Problem
"Why not XGBoost?" is the most predictable question users ask when they see a 49-model comparison tool that ships Gradient Boosting and HistGradientBoosting but skips the two industry-standard gradient-boosting libraries.
Proposal
Add XGBoost (`XGBRegressor`, `XGBClassifier`) and LightGBM (`LGBMRegressor`, `LGBMClassifier`) to the model registry. Both have Pyodide-compatible wheels on PyPI.
Implementation notes
- Check current Pyodide-shipped wheels at the pinned version (`PYODIDE_VERSION` in `frontend/js/pyodide-bridge.js`).
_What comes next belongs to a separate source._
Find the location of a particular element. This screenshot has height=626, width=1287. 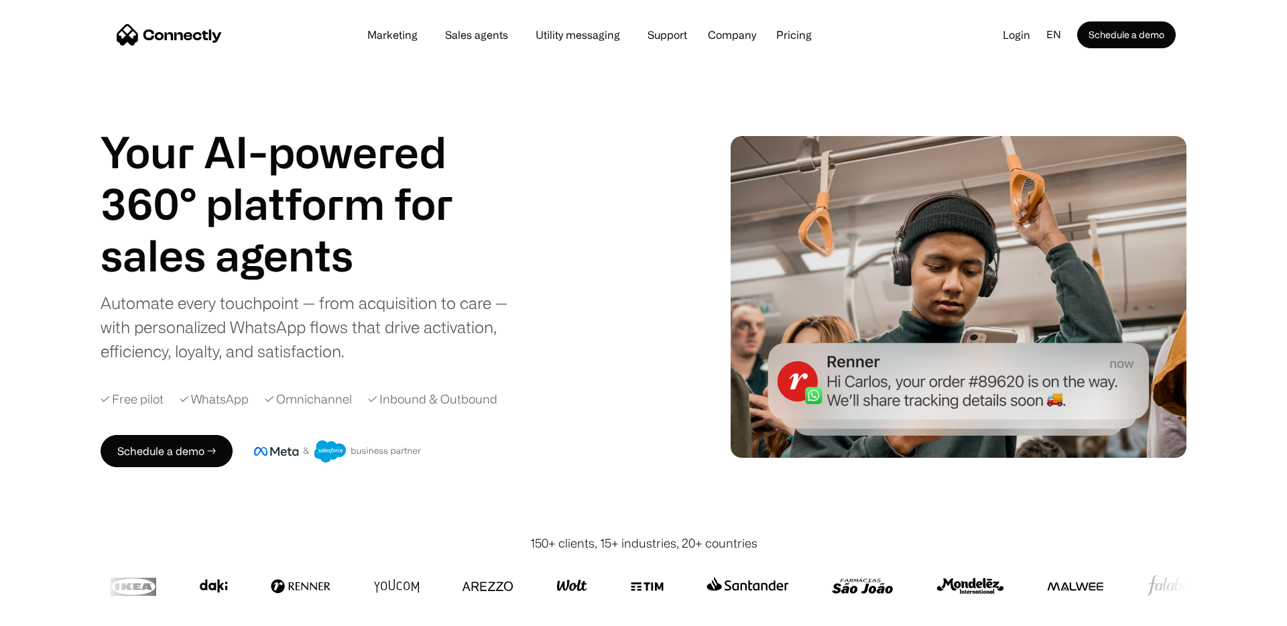

h1: sales agents is located at coordinates (302, 255).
Add the missing ones to the `loadPackage` / `micropip.install` list.
- Add entries to `AVAILABLE_MODELS` and `AVAILABLE_CLASSIFICATION_MODELS` in `frontend/py/learner.py` — same shape as existing models (key, display name, category, defaults).
- Place under the existing Ensemble category, or introduce a Boosting subcategory.
Risks
- Bundle size: XGBoost + LightGBM together can add ~20-30 MB to cold load.
- Mitigation: lazy-load these wheels only when a user selects one of those models. Requires a minor change to `pyodide-bridge.js` to support post-init `loadPackage`.
Acceptance criteria
Problem
"Why not XGBoost?" is the most predictable question users ask when they see a 49-model comparison tool that ships Gradient Boosting and HistGradientBoosting but skips the two industry-standard gradient-boosting libraries.
Proposal
Add XGBoost (`XGBRegressor`, `XGBClassifier`) and LightGBM (`LGBMRegressor`, `LGBMClassifier`) to the model registry. Both have Pyodide-compatible wheels on PyPI.